Channel One’s Dirty Past Catches Up

October 16, 2006

 

Abramoff Probe Touches Primedia’s Channel One, MPA

by Todd Shields

OCTOBER 16, 2006 –

Disgraced lobbyist Jack Abramoff and his associates repeatedly sought payment from the Magazine Publishers of America and Primedia’s Channel One as they orchestrated lobbying campaigns in Washington, according to a Senate report.

A former Channel One executive prodded Abramoff and his associates for favorable op-eds and think-tank reports as the channel’s business model came under attack in Washington, according to the report.

Abramoff in turn asked the Primedia executive for payment, according to e-mails included as part of the 608-page report from the Senate Finance Committee.

Primedia in a statement on Friday said it “never authorized Mr. Abramoff to engage in the type of activity described in the Senate report.”

A Channel One critic seized on the report. “It speaks volumes about Channel One that it could only generate support from Jack Abramoff and his merry band of mouthpieces for rent,” said Gary Ruskin, executive director of Commercial Alert, a non-profit organization the describes itself as working to keep the commercial culture within its proper sphere. “Channel One compels millions of children to watch ads in school each day, which is abhorrent to parents across the political spectrum.”
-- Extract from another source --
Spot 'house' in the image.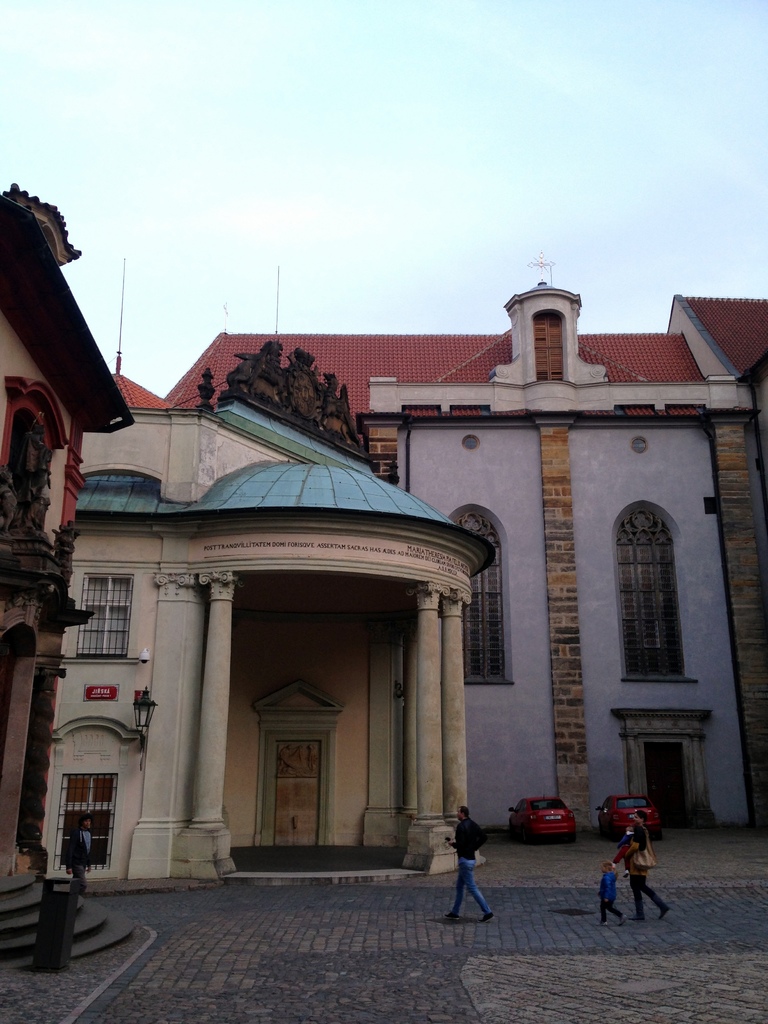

Primedia describes Channel One as “the largest source of news and information for young people reaching more than 7 million teens in middle schools and high schools across the country, nearly 30 percent of teenagers in the U.S.”

The Senate report, compiled by the Finance Committee’s Democratic staff, was issued Thursday with the assent of committee leaders of both parties. The report scrutinizes whether non-profit groups were improperly used as extensions of for-profit lobbying.

The report said Jeffrey Ballabon, then executive vp of public affairs for Channel One, wrote in January 1999 to Abramoff and to another lobbyist at the firm Preston Gates, where Abramoff worked, asking for support for arguments that Channel One saves tax dollars. Ballabon suggested favorable treatment by Abramoff associate and well-known conservative Grover Norquist, and by month’s end The Washington Times had published a favorable op-ed under Norquist’s byline, the report said.

Days later Abramoff in an e-mail to Ballabon suggested payment to Norquist’s organization, Americans for Tax Reform, according to the Senate report. In April, Abramoff suggested a $3,000 payment to Americans for Tax Reform as the price for a policy brief the group wrote portraying Channel One as a tax-saving service, according to the Senate report.

In May 1999, Abramoff wrote to Ballabon suggesting “5 pieces for $10K,” referring to payment for favorable op-ed and think-tank treatments of Channel One. According to the Senate report, Ballabon responded: “yup—I have not forgotten (was it $10?—I wrote it down—whatever it was, she’ll get it.”)

In a later e-mail exchange, the two discussed payment of $49,000 “to support public programs,” according to the Senate report.

Ballabon left Primedia in 2004, the company said.

According to the Senate report, a lobbyist with Abramoff’s firm suggested funneling $10,000 from a contract with the Magazine Publishers of America to the group Citizens Against Government Waste for help in devising arguments against a proposed postal rates increase.

The president of Citizens Against Government Waste, Tom Schatz, told Senate investigators the Magazine Publishers had donated to his group, but did not require any activity. Schatz said his group had a history of working on issues of perceived waste at the Postal Service, according to the Senate report.

In another e-mail exchange detailed by Senate investigators, Abramoff and associates discussed arranging a donation from the Magazine Publishers to the Seattle-based Toward Tradition, a conservative-values group which according to the Senate report served as a reliable source of favorable newspaper columns for Abramoff.

Prosecutors in January alleged Abramoff directed two payments of $25,000 each to Toward Tradition, with the understanding that group would send the money in installments to the wife of a congressional staffer whose help was sought in stopping postal rate hikes.

The MPA in January said it made a $25,000 contribution to Toward Tradition in 2000, but did not know how the money would be used. It said it may have been victimized by Abramoff.

The MPA did not immediately reply to Mediaweek’s request for comment on Friday.

Abramoff has pleaded guilty to fraud and conspiracy and could soon go to prison.